TV

Think the Greatest Spy Thriller Ever Can’t Be Topped? Disney+ Might Prove You Wrong

Think the Greatest Spy Thriller Ever Can’t Be Topped? Disney+ Might Prove You Wrong
Image credit: Legion-Media

Disney+ is reviving a spy classic — and this time it might just top the original. With Mission: Impossible, Kingsman, and James Bond owning the big screen, the streamer is gunning for the small-screen throne.

File this under remakes I did not see coming but immediately make sense: Disney+ is turning FX's The Americans into a Korean series, and the setup sounds like it could hit just as hard as the original.

The quick version

Disney+ is mounting a big-budget Korean remake of The Americans with Lee Byung-hun ('Squid Game', 'No Other Choice') and Han Ji-min ('Miss Baek') in the leads. The new take moves the action to the 1990s and follows two North Korean spies who have quietly built lives in South Korea, posing as a happily married couple with kids while working to undermine the South from within. Park Eun-kyo (co-writer of Bong Joon-ho's 'Mother ' and Disney+'s 'Made in Korea') is writing and adapting the series, and Ahn Gil-ho ('The Glory') is directing every episode.

Wait, remind me why this is a big deal?

FX's The Americans (2013–2018) is one of TV's best spy dramas, period. Keri Russell and Matthew Rhys played Elizabeth and Philip Jennings, two deep-cover KGB officers living in Falls Church in the Washington, D.C. area, juggling covert ops and the very un-covert problem of raising their American-born kids. Joe Weisberg created the show, and across six seasons it never really slipped: Rotten Tomatoes scores for the seasons range from 88% to 100%, and the show picked up two Peabody Awards, several Primetime Emmys, and a Golden Globe along the way. If you somehow missed it, it is streaming on Hulu right now.

So what is Disney+ actually changing?

This version keeps the core engine (spies masquerading as a normal family ) and shifts it to a different fault line: North vs. South Korea in the 1990s. Same domestic pressure-cooker, different history and stakes. Lee Byung-hun and Han Ji-min will play the couple, smiling at school events by day while working a mission to destabilize the South at night.

Why this could really work

  • The premise lands differently in Korea: The peninsula is still divided, which gives a 1990s-set story real present-day bite. There is also room to explore the very real grief of families split since the 1950s, which could widen the show beyond tradecraft into something human and messy.
  • The creative team is stacked: Park Eun-kyo co-wrote 'Mother', one of Bong Joon-ho's sharpest films, and Ahn Gil-ho steering every episode suggests a unified tone and pace from start to finish.
  • Lee Byung-hun knows this terrain: He led 2009's 'IRIS', a KBS spy thriller that was both a critical and commercial hit, playing a South Korean Special Forces operative betrayed by his own side and entangled with the North. That is a pretty great audition reel for this.

And yes, the bar is high

Remakes rarely outrun their source, and The Americans is already top-tier. But swapping Cold War Washington for 90s Seoul could open up story angles the original never had, while letting the show tackle long-running wounds that are still very much alive. If Disney+ gives the series room to be bold, this has a real shot at being more than a copy-and-paste.

Side note: If your spy diet runs from Bond and 'Mission: Impossible ' to TV staples like 'Homeland', '24', and 'Alias', this setup feels designed to hook you from episode one.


Prompt:
Return the data exactly, apart from leaving out the pictures.

Start of Supplied data

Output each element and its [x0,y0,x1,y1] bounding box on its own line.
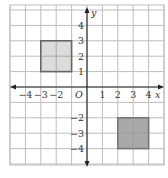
x-tick-label: 4 [146,89,152,100]
x-axis-left-arrow-icon [10,85,16,90]
x-tick-label: 2 [115,89,121,100]
y-tick-label: 2 [78,51,84,62]
x-axis-label: x [155,89,161,100]
y-tick-label: −3 [70,128,84,139]
x-tick-label: −3 [34,89,48,100]
coordinate-plane: x y O −4−3−212344321−2−3−4 [0,0,168,178]
y-tick-label: 3 [78,35,84,46]
x-tick-label: −2 [49,89,63,100]
y-tick-label: −2 [70,112,84,123]
x-tick-label: 3 [130,89,136,100]
origin-label: O [75,89,83,100]
x-tick-label: 1 [99,89,105,100]
y-tick-label: −4 [70,143,84,154]
x-tick-label: −4 [18,89,32,100]
y-tick-label: 4 [78,20,84,31]
y-tick-label: 1 [78,66,84,77]
y-axis-label: y [90,7,97,18]
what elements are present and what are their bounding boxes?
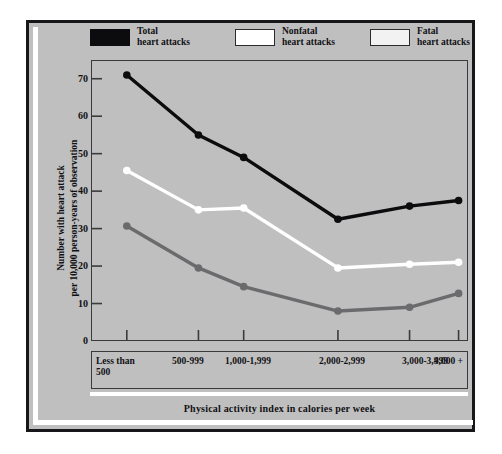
- series-marker-2: [123, 222, 131, 230]
- x-category-label: 1,000-1,999: [225, 356, 271, 367]
- series-marker-2: [334, 307, 342, 315]
- series-marker-1: [123, 167, 131, 175]
- x-axis-category-box: Less than 500500-9991,000-1,9992,000-2,9…: [91, 351, 468, 389]
- legend-item-total: Totalheart attacks: [90, 26, 190, 48]
- series-marker-0: [240, 154, 248, 162]
- chart-legend: Totalheart attacks Nonfatalheart attacks…: [90, 25, 475, 59]
- y-axis-title: Number with heart attackper 10,000 perso…: [55, 88, 81, 348]
- y-tick-label: 70: [62, 73, 88, 84]
- legend-item-fatal: Fatalheart attacks: [370, 26, 470, 48]
- series-marker-1: [195, 206, 203, 214]
- x-category-label: 2,000-2,999: [319, 356, 365, 367]
- series-marker-0: [334, 215, 342, 223]
- x-category-label: Less than 500: [96, 356, 135, 378]
- series-marker-1: [455, 259, 463, 267]
- series-marker-1: [406, 260, 414, 268]
- legend-swatch-total-icon: [90, 29, 130, 46]
- x-category-label: 500-999: [172, 356, 204, 367]
- figure-container: Totalheart attacks Nonfatalheart attacks…: [0, 0, 502, 454]
- legend-label-fatal: Fatalheart attacks: [417, 26, 470, 48]
- series-marker-0: [455, 197, 463, 205]
- x-axis-title-box: Physical activity index in calories per …: [91, 396, 468, 420]
- series-marker-0: [195, 131, 203, 139]
- legend-label-nonfatal: Nonfatalheart attacks: [282, 26, 335, 48]
- legend-swatch-nonfatal-icon: [235, 29, 275, 46]
- series-marker-0: [406, 202, 414, 210]
- x-category-label: 4,000 +: [434, 356, 463, 367]
- series-marker-2: [195, 264, 203, 272]
- accent-strip-left: [33, 27, 38, 425]
- x-axis-title: Physical activity index in calories per …: [184, 403, 375, 414]
- accent-strip-bottom: [33, 420, 473, 425]
- legend-label-total: Totalheart attacks: [137, 26, 190, 48]
- series-marker-2: [406, 303, 414, 311]
- legend-item-nonfatal: Nonfatalheart attacks: [235, 26, 335, 48]
- series-marker-1: [240, 204, 248, 212]
- series-marker-2: [240, 283, 248, 291]
- legend-swatch-fatal-icon: [370, 29, 410, 46]
- series-marker-1: [334, 264, 342, 272]
- plot-series-layer: [91, 60, 468, 341]
- series-marker-2: [455, 290, 463, 298]
- series-marker-0: [123, 71, 131, 79]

End of Supplied data

Result below:
Output each element and its [x0,y0,x1,y1] bounding box on its own line.
x-tick-label: 4 [146,89,152,100]
x-axis-left-arrow-icon [10,85,16,90]
x-tick-label: 2 [115,89,121,100]
y-tick-label: 2 [78,51,84,62]
x-axis-label: x [155,89,161,100]
y-tick-label: −3 [70,128,84,139]
x-tick-label: −3 [34,89,48,100]
coordinate-plane: x y O −4−3−212344321−2−3−4 [0,0,168,178]
y-tick-label: 3 [78,35,84,46]
x-tick-label: −2 [49,89,63,100]
y-tick-label: −2 [70,112,84,123]
x-tick-label: 3 [130,89,136,100]
origin-label: O [75,89,83,100]
x-tick-label: 1 [99,89,105,100]
y-tick-label: −4 [70,143,84,154]
x-tick-label: −4 [18,89,32,100]
y-tick-label: 4 [78,20,84,31]
y-tick-label: 1 [78,66,84,77]
y-axis-label: y [90,7,97,18]
what elements are present and what are their bounding boxes?
- series-marker-2: [123, 222, 131, 230]
- x-category-label: 1,000-1,999: [225, 356, 271, 367]
- series-marker-2: [334, 307, 342, 315]
- series-marker-1: [123, 167, 131, 175]
- x-axis-category-box: Less than 500500-9991,000-1,9992,000-2,9…: [91, 351, 468, 389]
- legend-item-total: Totalheart attacks: [90, 26, 190, 48]
- series-marker-0: [240, 154, 248, 162]
- chart-legend: Totalheart attacks Nonfatalheart attacks…: [90, 25, 475, 59]
- y-axis-title: Number with heart attackper 10,000 perso…: [55, 88, 81, 348]
- y-tick-label: 70: [62, 73, 88, 84]
- legend-item-fatal: Fatalheart attacks: [370, 26, 470, 48]
- series-marker-1: [195, 206, 203, 214]
- x-category-label: 2,000-2,999: [319, 356, 365, 367]
- series-marker-0: [334, 215, 342, 223]
- x-category-label: Less than 500: [96, 356, 135, 378]
- series-marker-1: [455, 259, 463, 267]
- series-marker-1: [406, 260, 414, 268]
- legend-swatch-total-icon: [90, 29, 130, 46]
- x-category-label: 500-999: [172, 356, 204, 367]
- figure-container: Totalheart attacks Nonfatalheart attacks…: [0, 0, 502, 454]
- legend-label-fatal: Fatalheart attacks: [417, 26, 470, 48]
- series-marker-0: [455, 197, 463, 205]
- x-axis-title-box: Physical activity index in calories per …: [91, 396, 468, 420]
- series-marker-0: [195, 131, 203, 139]
- legend-label-nonfatal: Nonfatalheart attacks: [282, 26, 335, 48]
- legend-swatch-nonfatal-icon: [235, 29, 275, 46]
- series-marker-0: [406, 202, 414, 210]
- x-category-label: 4,000 +: [434, 356, 463, 367]
- series-marker-2: [195, 264, 203, 272]
- accent-strip-left: [33, 27, 38, 425]
- x-axis-title: Physical activity index in calories per …: [184, 403, 375, 414]
- accent-strip-bottom: [33, 420, 473, 425]
- legend-label-total: Totalheart attacks: [137, 26, 190, 48]
- series-marker-2: [406, 303, 414, 311]
- legend-item-nonfatal: Nonfatalheart attacks: [235, 26, 335, 48]
- series-marker-1: [240, 204, 248, 212]
- series-marker-2: [240, 283, 248, 291]
- legend-swatch-fatal-icon: [370, 29, 410, 46]
- series-marker-1: [334, 264, 342, 272]
- plot-series-layer: [91, 60, 468, 341]
- series-marker-2: [455, 290, 463, 298]
- series-marker-0: [123, 71, 131, 79]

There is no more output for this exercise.